Thursday, March 17, 2011

Refugee in Tokyo

Thank you very much Unprofessional Translator for profusely citing me in your latest post and the support it means.  I am back from Sendai where I had a sort of "baptême de feu" of interpretation at war, that is, after the war, on the battle ground smashed and tormented as hell, but devoid of the liquid enemy that pummeled the outskirt of Sendai along the coast, a coast that is flat and deep. Sendai itself is seemingly lightly bruised. The periphery is like the pictures, like the newsreels I never watch on purpose, only you as the viewer look at it from inside the picture. I was one of the group of volunteer interpreters who raised hands when the news came to willingly assist the French professional rescue team that visited Japan, a visit too brief that ended after 48 hours in situ by a tactical retreat to the northern part of Japan to end up air lifted to their country of origin [Correction, March 18th : it seems that they are still in Aomori]. We, on our side headed back south to take refuge in Tokyo. I was the only one professional interpreter (still unsure about the validity of the qualitative) while others were unprofessional. The job was not extensive as the interaction with local authorities was rather short, in situ. I won't go deeper into the characteristics of the place. Suffice to say that the awfulness of the torn and crushed places is but one aspect of how the lifeline of a whole region has been put to its knees, even if it doesn't show at first sight. A queue of hundreds of private cars waiting in the middle of the night for the potential opening of a gas station within 8 hours of more was the impressive visual number one. Besides that, this is Japan and you have to go deeper into despair to start seeing the worst part of humanity popping up.

Therefore, I won't go into the details and won't do the journalistic stuff. I received close to a dozen of emails mostly but also phone calls begging for a fixer to the region, or me giving two minutes of my own "testimony" on the situation. The best defense to the media crap and the awful tendency to ask some local national, not the locals, about how ugly feels ugly was to say no to all. I did my own on the spot interviewing by request of the rescue team heads, calling stunned visitors of void or crushed and mangled spots that was earlier called home. I am sorry to say that it was not the most difficult side to start a conversation, all Japanese people met everywhere showing sorrow and bowing at the circumstances that have been making so many foreign teams looking for lives and corpses in the muddy dangerous rubles. Keeping countenance, showing empathy while containing emotion at bay was the delicate balancing issue. One of the unprofessional interpreter, a lawyer, told me that he escaped the duty of talking with locals and would have not been able out of fear to speak with people alive about their grieves, death of family members or friends. One young lady when asked about whether she knew personally someone close by that was still unaccounted for showed fear and sorrow and begging the Japanese way - restricted expression of despair - about a girl friend of her, 21, who had lived on the opposite side of a canal she was pointing at. The location was out of the district allocated by the local authorities to the team so they would not meet expectation to go there and try and find that anonymous 21 year old, granted she was to be found inside the empty plot that now was a vanished house. Showing compassion the local way, which differs to the way the rescue team's culture set the mood in such situation, that is, adapting words and body expressions, adding much more to the original inquiry, was the most challenging, unprepared side of the experience. Enough with it. I am back in Tokyo, "where there is nobody in the streets" as I read a few hours ago from the written words of a local correspondent of a major French daily who has been taking refuge in Kyoto, 500 km from here. I don't see any ghost city from my vista here in Tokyo. Was he referring to the same place?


→ **What needs to be done**
Scan the entries for "type". Every line that holds it is to be copied.

Source data
■ ■ ■ ■ ■
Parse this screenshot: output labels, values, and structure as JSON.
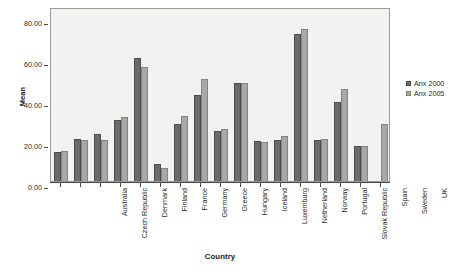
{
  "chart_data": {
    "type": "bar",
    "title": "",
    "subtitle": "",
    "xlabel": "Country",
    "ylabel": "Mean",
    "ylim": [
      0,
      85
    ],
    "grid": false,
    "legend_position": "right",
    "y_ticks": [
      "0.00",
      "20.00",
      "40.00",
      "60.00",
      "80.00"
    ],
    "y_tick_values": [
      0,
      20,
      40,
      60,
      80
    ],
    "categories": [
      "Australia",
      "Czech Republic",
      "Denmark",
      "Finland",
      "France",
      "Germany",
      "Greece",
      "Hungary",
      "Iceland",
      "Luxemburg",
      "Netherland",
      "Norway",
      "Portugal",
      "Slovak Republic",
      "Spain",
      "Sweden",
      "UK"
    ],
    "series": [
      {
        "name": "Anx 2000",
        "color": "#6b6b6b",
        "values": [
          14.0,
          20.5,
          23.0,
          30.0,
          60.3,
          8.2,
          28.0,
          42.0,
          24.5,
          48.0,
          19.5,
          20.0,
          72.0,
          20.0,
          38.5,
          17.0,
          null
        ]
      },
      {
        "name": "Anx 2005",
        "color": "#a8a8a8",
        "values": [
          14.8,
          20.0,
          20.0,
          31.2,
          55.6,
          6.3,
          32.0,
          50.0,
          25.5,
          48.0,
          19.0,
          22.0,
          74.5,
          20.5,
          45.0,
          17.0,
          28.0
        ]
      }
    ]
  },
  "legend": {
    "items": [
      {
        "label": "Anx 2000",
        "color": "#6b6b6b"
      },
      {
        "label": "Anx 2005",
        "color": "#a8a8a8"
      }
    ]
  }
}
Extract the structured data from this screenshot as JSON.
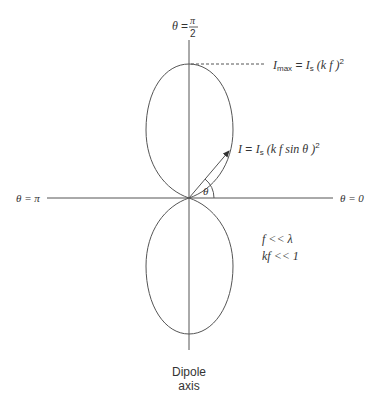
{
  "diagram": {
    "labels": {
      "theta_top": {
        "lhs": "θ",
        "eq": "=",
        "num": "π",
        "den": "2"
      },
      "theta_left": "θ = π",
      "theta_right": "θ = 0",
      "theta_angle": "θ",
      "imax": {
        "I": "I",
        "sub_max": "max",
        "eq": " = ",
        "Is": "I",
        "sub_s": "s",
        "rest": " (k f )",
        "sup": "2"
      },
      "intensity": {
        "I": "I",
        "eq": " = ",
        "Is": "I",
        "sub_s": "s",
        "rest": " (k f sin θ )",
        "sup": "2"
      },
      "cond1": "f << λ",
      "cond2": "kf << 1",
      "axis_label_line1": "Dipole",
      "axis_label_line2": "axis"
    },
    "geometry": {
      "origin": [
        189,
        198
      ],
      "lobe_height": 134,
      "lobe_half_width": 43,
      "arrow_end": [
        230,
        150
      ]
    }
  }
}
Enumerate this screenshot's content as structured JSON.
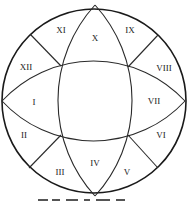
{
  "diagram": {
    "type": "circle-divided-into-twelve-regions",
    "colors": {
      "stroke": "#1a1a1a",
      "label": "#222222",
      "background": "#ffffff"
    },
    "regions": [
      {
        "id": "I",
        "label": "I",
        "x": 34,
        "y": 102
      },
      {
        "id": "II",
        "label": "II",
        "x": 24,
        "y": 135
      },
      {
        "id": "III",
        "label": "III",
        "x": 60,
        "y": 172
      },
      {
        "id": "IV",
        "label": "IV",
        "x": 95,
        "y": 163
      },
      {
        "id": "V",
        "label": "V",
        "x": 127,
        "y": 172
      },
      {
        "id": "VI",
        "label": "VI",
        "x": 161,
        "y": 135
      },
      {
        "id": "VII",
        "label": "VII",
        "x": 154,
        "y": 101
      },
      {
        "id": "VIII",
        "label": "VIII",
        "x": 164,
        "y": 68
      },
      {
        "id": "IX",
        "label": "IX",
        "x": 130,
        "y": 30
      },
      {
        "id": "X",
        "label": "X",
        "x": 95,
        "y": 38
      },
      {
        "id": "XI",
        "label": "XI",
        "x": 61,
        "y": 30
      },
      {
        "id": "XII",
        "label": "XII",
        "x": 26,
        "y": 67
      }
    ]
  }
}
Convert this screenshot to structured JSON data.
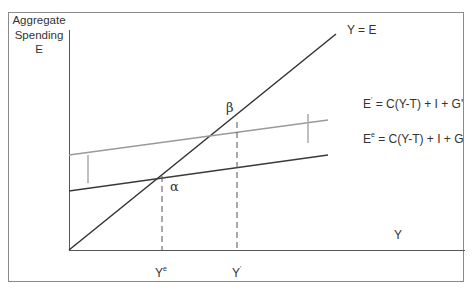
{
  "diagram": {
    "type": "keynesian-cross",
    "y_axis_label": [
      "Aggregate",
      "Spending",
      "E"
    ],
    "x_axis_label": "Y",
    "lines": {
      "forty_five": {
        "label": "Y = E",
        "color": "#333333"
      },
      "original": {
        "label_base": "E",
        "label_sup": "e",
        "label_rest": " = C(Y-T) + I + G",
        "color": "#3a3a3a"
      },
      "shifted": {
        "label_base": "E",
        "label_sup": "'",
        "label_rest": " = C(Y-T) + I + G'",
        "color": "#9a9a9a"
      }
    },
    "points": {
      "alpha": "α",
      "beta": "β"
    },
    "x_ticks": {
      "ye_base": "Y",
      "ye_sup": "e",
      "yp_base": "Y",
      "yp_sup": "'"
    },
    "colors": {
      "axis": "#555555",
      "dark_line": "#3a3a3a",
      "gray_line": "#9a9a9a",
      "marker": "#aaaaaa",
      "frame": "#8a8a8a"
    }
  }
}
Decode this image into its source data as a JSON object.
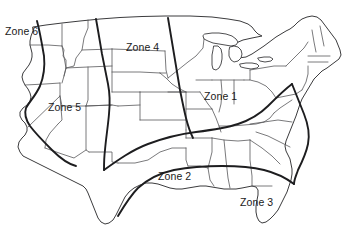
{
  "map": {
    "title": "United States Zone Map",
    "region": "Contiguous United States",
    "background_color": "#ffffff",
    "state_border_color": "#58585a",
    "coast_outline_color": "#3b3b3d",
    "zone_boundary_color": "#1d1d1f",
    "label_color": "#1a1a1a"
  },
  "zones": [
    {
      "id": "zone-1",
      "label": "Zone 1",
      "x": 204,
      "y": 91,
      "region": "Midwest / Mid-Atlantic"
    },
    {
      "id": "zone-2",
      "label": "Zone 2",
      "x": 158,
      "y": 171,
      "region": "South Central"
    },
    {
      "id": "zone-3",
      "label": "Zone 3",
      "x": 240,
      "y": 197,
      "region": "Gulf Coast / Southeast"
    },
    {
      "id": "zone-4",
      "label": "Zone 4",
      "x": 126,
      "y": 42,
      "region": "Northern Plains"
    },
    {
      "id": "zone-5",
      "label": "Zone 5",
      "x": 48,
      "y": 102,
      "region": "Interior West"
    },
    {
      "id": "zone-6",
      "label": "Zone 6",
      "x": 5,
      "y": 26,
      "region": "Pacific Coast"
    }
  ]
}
■ ■ ■ ■ ■
→ **Task output**
    "type": "bar",
    "type": "circle-divided-into-twelve-regions",
    "type": "keynesian-cross",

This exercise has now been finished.